**Recorded data**
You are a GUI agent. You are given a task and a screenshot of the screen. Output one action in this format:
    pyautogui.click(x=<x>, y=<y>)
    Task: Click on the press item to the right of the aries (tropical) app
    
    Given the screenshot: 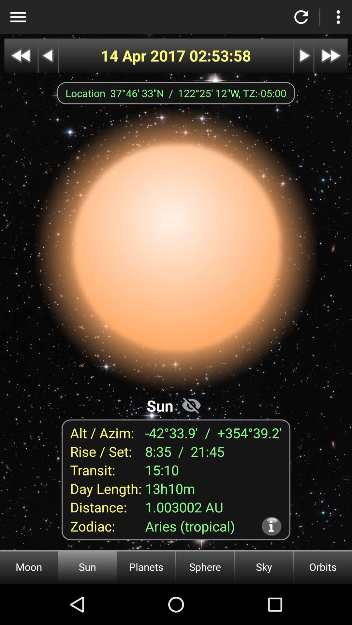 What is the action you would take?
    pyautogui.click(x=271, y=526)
--
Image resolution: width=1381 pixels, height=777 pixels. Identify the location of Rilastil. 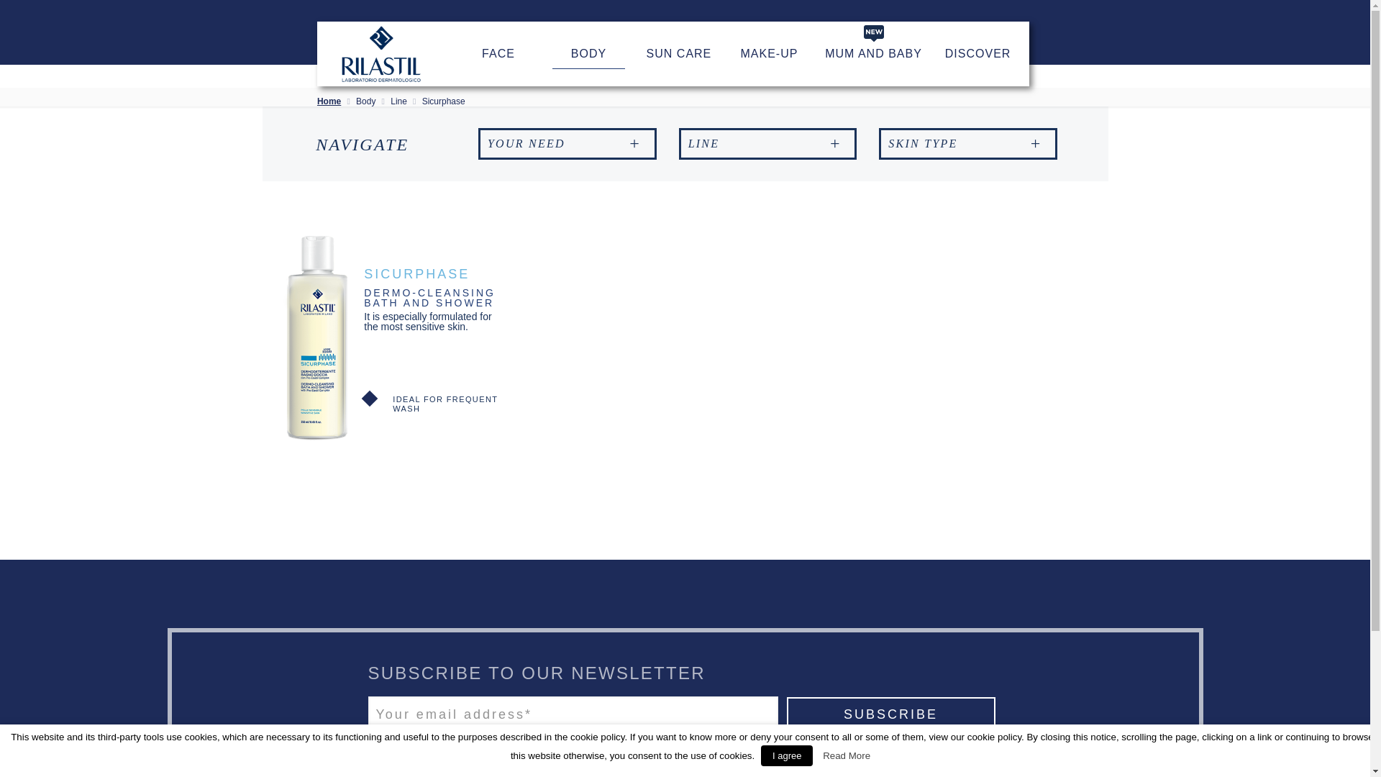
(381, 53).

**What needs to be done**
Using the listing above, return word for word each line from the one that has "You are a GUI" through the one that has "Task: Click on", and no line outside that range.

**Task answer**
You are a GUI agent. You are given a task and a screenshot of the screen. Output one action in this format:
    pyautogui.click(x=<x>, y=<y>)
    Task: Click on the press item to the right of the aries (tropical) app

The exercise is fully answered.